On this day 80 years ago, Anne Frank was given a diary as a present for her 13th birthday. Within it she wrote one of the most important and emotive first-hand accounts of the Holocaust.
Anne was born on the 12th June 1929 in Frankfurt Am Main in Germany. After the Nazi seizure of power in 1933, Anne, her parents Edith and Otto and her elder sister Margot fled to Amsterdam in the Netherlands, being Jewish. They went to Amsterdam because her father had business connections there and the whole family was there by February 1934.
In May 1940, Germany invaded the Netherlands and occupied Amsterdam. By 1942, there were multiple anti-Jewish measures in place in the city by the Germans, which Anne recounts in her diary: Jews could do virtually nothing publicly or recreationally, from going to swimming pools to attending libraries. By the summer of 1942, Jews were being deported from the Netherlands to killing centres in Eastern Europe, such as Auschwitz-Birkenau. Consequently, the Franks went into hiding in July 1942, remaining hidden for the next two years with other Jewish people at 263 Prinsengracht Street in a hiding place Anne referred to as the Secret Annex in her diary.
But on the 4th August 1944, the German SS and police discovered their hiding place. The Gestapo sent the family to Westerbork transit camp and on the 3rd September 1944, they were put on a train to Auschwitz, arriving there two days later. All of the residents of the Secret Annex were selected for forced labour. In early November 1944, Anne and her sister Margot were transferred to the Bergen-Belsen concentration camp in northern Germany. The museum has a number of artefacts and information about this particular camp.
Tragically, both Anne and Margot died of typhus at Bergen-Belsen in February or March 1945, shortly before British troops liberated the camp on the 15th April 1945. Anne was just 15 years old when she died, Margot was only 19 years old. Their mother Edith died in Auschwitz in January 1945. Their father Otto survived and was integral to getting his daughter’s diary published, which had been preserved by Miep Gies, one of the Dutch citizens who had hidden the Franks.
A British soldier talks to a former prisoner at Bergen Belsen after its liberation.
Anne’s diary conveys the normal experiences and thoughts of a young teenager, including her aspirations, essays, short stories, complaints and people she admired and people she disliked, therefore it highlights, once again, how the Holocaust’s victims were ordinary people and therefore the horror of this greatest of crimes. Everyone should read Anne’s diary.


> Required work
Print the data below exactly, but only the lines from the one containing "Locate an element" down to the one containing "You are a GUI", inclusive.

> Information shown
------------
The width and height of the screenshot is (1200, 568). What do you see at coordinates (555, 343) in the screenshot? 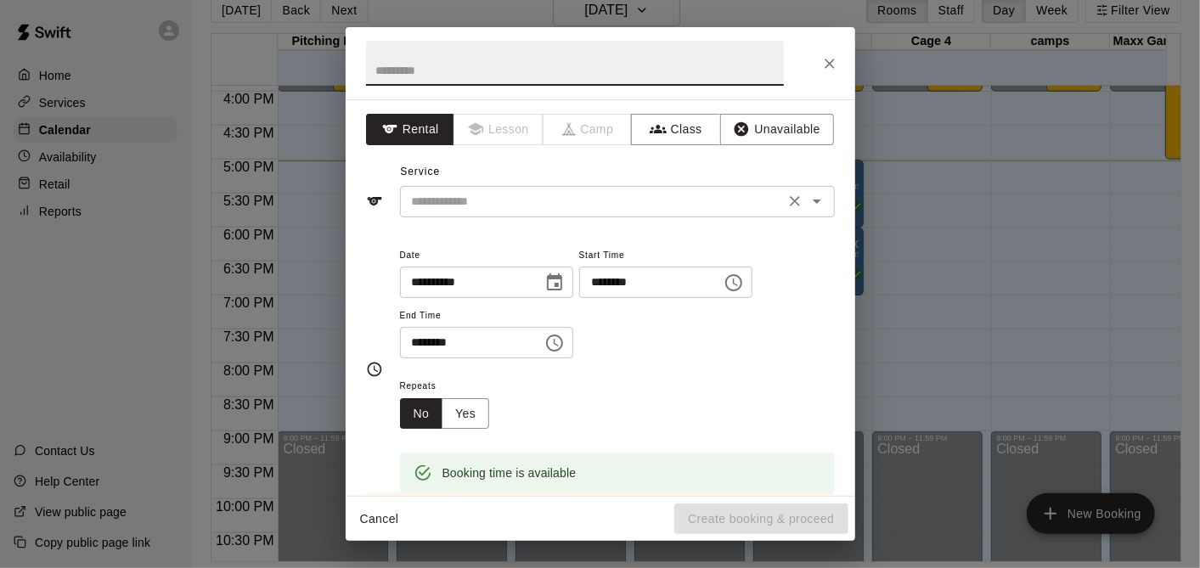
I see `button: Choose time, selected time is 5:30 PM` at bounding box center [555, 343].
------------
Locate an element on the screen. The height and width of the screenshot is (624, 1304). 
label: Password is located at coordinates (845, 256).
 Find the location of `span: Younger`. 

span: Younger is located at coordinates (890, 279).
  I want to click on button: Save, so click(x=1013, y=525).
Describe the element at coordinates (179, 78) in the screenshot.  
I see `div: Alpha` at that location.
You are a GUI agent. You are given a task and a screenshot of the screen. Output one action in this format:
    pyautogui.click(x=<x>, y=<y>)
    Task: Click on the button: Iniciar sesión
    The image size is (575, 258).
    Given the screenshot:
------------
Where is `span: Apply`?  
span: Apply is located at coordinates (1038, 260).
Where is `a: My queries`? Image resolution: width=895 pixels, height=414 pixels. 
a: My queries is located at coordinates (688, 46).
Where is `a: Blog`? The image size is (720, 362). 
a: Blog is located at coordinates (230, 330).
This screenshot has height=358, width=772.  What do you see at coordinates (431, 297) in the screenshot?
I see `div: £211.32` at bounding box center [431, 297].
------------
> Result of the task
Locate an element on the screen. The height and width of the screenshot is (624, 1304). 
label: Password is located at coordinates (845, 256).
 Find the location of `span: Younger`. 

span: Younger is located at coordinates (890, 279).
  I want to click on button: Save, so click(x=1013, y=525).
Describe the element at coordinates (179, 78) in the screenshot.  
I see `div: Alpha` at that location.
You are a GUI agent. You are given a task and a screenshot of the screen. Output one action in this format:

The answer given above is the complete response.